We started with direct SQL in the DMS: a simple SearchCriteria built queries against the DB. With few parcels, it was fine. Growth changed the shape of the problem.
The database had grown to over 20 million rows and was handling hundreds of queries per second. At this scale:
We needed list views that stayed fast at scale without pushing the transactional DB over the edge.
The challenge was clear, but the solution needed to meet specific criteria. We needed something that was simple to use for our engineering teams, delivered fast search performance even under heavy load, and could scale as our parcel volumes continued to grow.
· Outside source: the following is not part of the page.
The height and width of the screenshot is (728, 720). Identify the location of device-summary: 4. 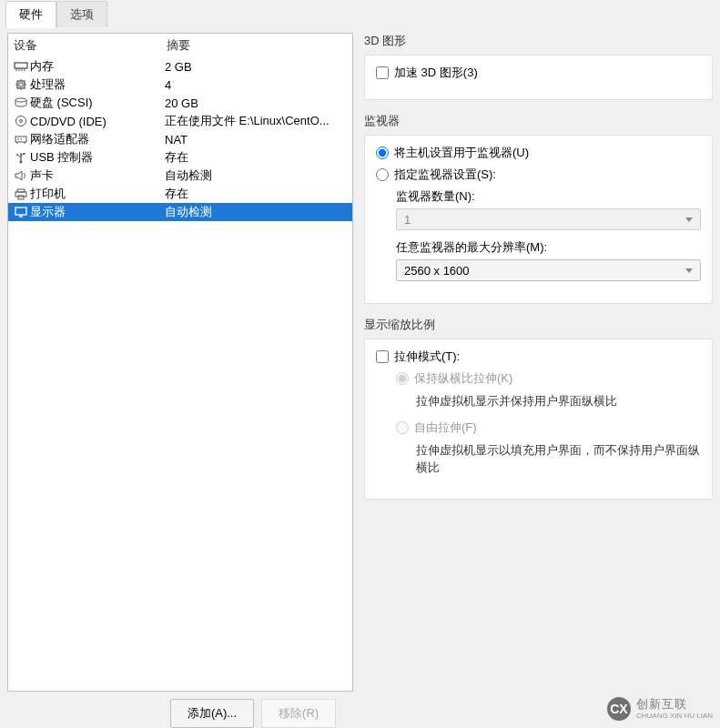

Why a dedicated search engine? Traditional relational databases are optimized for transactional consistency and point queries, not for the kind of exploratory, multi-dimensional filtering our users needed. OpenSearch is a distributed search and analytics engine built specifically for handling large-scale data with complex query requirements. It excels at:
We already had Sleuth, an in-house tool that abstracts OpenSearch complexity and provides a consistent interface for teams. The task was to apply Sleuth to our DMS search problem while ensuring:
Sleuth packages OpenSearch’s complexity in a manageable, consistent way for teams:
It’s not a shortcut; it’s a repeatable way to operate search at product scale.
Our model is mixed by design:
Indexing is event-driven. When a parcel changes, the relevant fields reach Sleuth. Sleuth applies the configured mapping and bulk-indexes into OpenSearch. Versioning ensures only the latest state is searchable. Net effect: very fresh search data optimized for filtering and sorting.
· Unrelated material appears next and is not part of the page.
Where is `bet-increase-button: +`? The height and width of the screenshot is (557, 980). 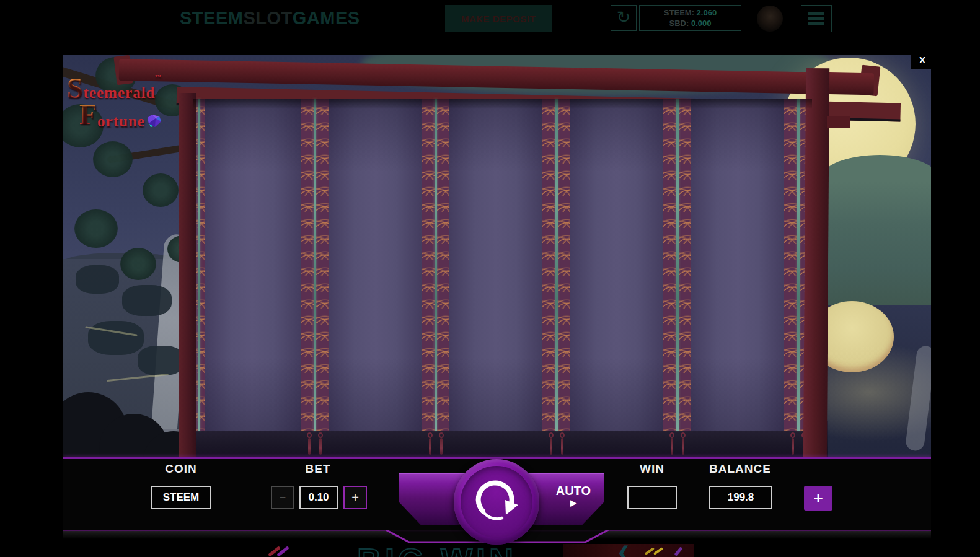
bet-increase-button: + is located at coordinates (355, 498).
The improvements were immediate and measurable. Complex list queries that previously took seconds now return consistent millisecond responses, regardless of filter complexity. Database load dropped significantly as we moved exploration and search operations away from the transactional path, allowing the DB to focus on what it does best: maintaining data integrity and handling point queries.
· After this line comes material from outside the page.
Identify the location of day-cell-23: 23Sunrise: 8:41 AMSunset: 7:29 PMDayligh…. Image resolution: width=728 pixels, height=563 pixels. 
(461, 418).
Product iteration became simpler. Teams can now add fields and filters in a standardized way rather than writing per-service ad-hoc code. This means:
Most importantly, the user experience improved at scale. Lists load fast, sorting is responsive, and latency is predictable, even as data volumes grow.
Of course, this approach comes with trade-offs. OpenSearch is not the source of truth. A small indexing delay exists between database changes and search visibility. In practice, this delay is negligible for most use cases, but it’s something to be aware of when designing features that require immediate consistency.
The standardization that makes Sleuth powerful also means scoped flexibility. Some advanced search features may need special handling outside the standard patterns. We’ve found this to be a reasonable constraint that encourages thoughtful design rather than ad-hoc solutions.
There’s also an adoption curve. Teams need to learn about:
However, once teams climb that curve, they benefit from a shared, solid foundation that accelerates future development.
This approach fits particularly well when your service relies on lists with multiple filters and sorts over large volumes of data. If users are constantly exploring data through different combinations of filters, dates, and search terms, a dedicated search infrastructure becomes essential.
It’s also ideal when you want to protect the transactional database from exploratory queries that could degrade response times. By offloading these workloads, the database can maintain consistent performance for critical transactional operations.
Finally, this makes sense when you aim to align teams around a common search model and observability. Instead of each team building their own search infrastructure with different patterns and monitoring, Sleuth provides:
This alignment reduces cognitive load and makes it easier for engineers to work across different parts of the system.
Real-time product search is a different workload from transactions. We treat it that way.
By matching each workload to the right tool, we achieved better performance, lower operational risk, and a foundation that scales with our product.